People who click their amygdala backwards become paranoid, they experience fear, they experience the full range of negative emotions and exhibit reptilian fight or flight types of behaviors.
When the amygdala is clicked forward and it sends electrical chemical energy forward into the frontal lobes, they feel peace of mind.
And many people have reported cosmic connectedness.
As you said it, they see God.
And they exhibit attendant frontal lobes behaviors.
For example, a cat put a mouse in a cage with a cat, and what does the cat do?
The cat attacks the mouse and eats it.
Now, they did this with the cat, and they clicked the amygdala forward of the cat, because a cat has an amygdala too.
You see small frontal lobes.
art bell
What did it do?
Lick the mouse?
neil slade
It just watched the mouse.
And it observed the mouse.
unidentified
Really?
neil slade
Jose Delgado, in 1962, attached an electrode inside a bull's brain.
And the bull, they waited for the bull to go into a full charge, and they turned on the juice and clicked the amygdala forward, stopped the bull dead in its tracks.
The bull clicked out of reptilian counterattack behaviors and right into cooperative frontal behaviors and calmed down.
Now they did this.
They started out doing it in rats, and then they went up to cats, and they clicked the amygdala in dogs, and then they did it in apes, and then they did it in people.
People who had neurological tendencies and uncontrolled rage.
And they found that they could eliminate the rage behaviors.
And they actually outfitted some people with little buttons that they could press at will.

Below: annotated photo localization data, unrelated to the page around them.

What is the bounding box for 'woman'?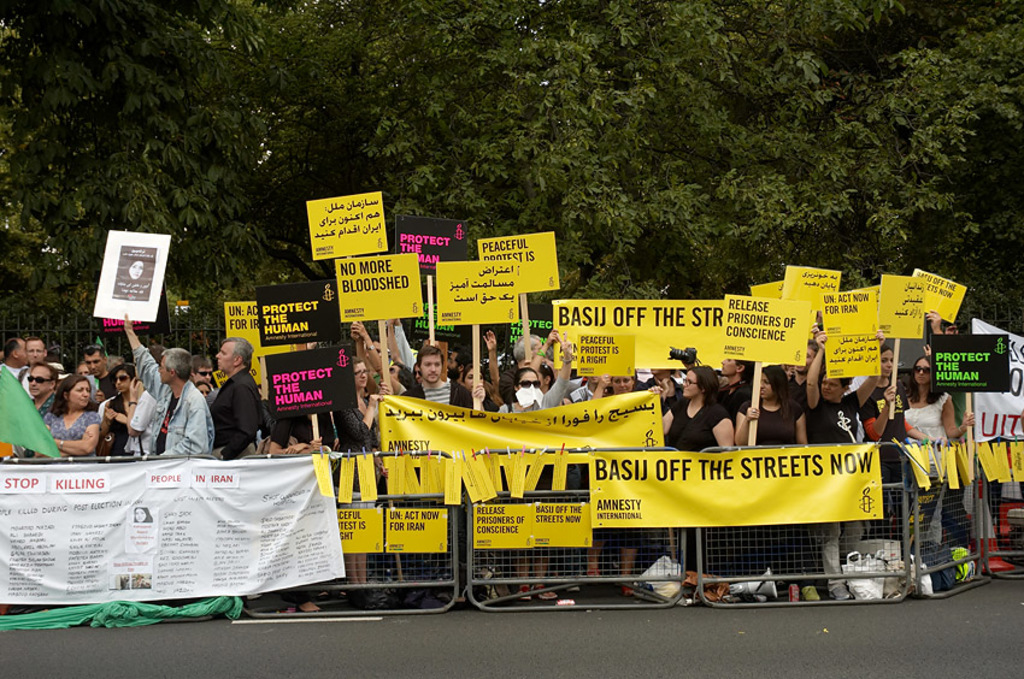
crop(857, 348, 931, 545).
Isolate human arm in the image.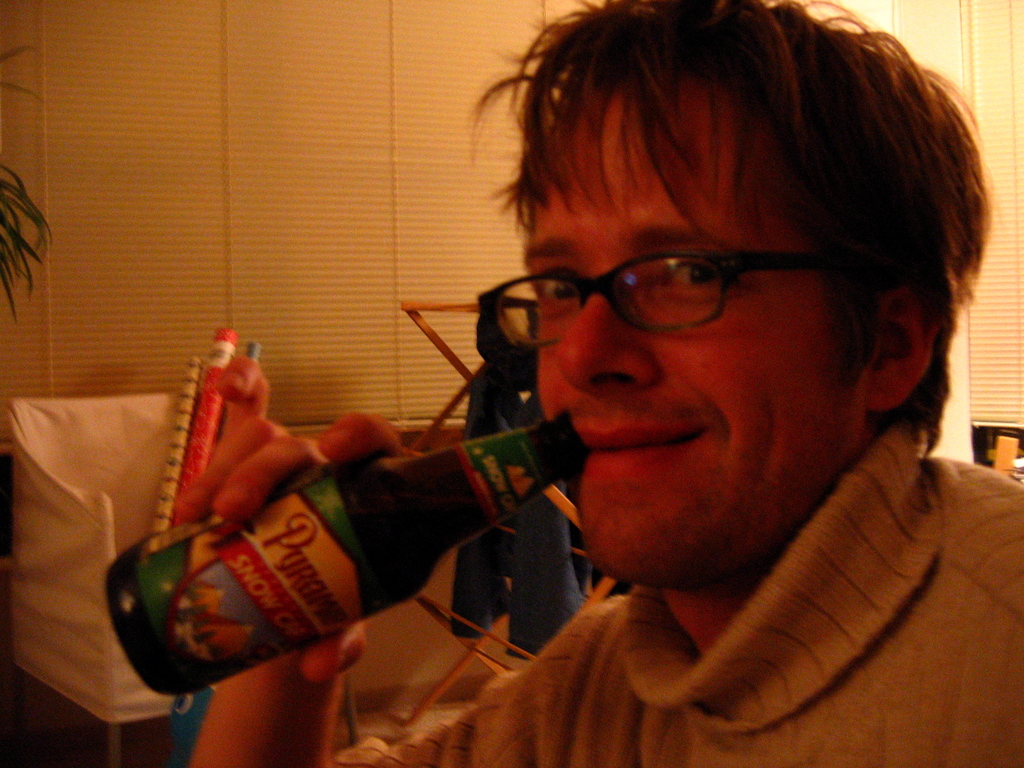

And they could physically, without doing any kind of mental exercises, click their amygdalas.
unidentified
And others, there's a whole period of time.
Okay.
art bell
For those of us who don't want electric probes slid in.
neil slade
Yes, it could be quite inconvenient turning over in bed at night, couldn't it?
unidentified
Yes.
neil slade
Or dragging around a long extension before.
art bell
Yes, yes, yes.
Now you're going to suggest, I'm sure, there is a mental process to bring this on without invasive surgery.
At least I hope you're going to.
neil slade
There's many.
Now this is another thing that was spent many years at the lab.
Now we knew from the scientific data what our goal was.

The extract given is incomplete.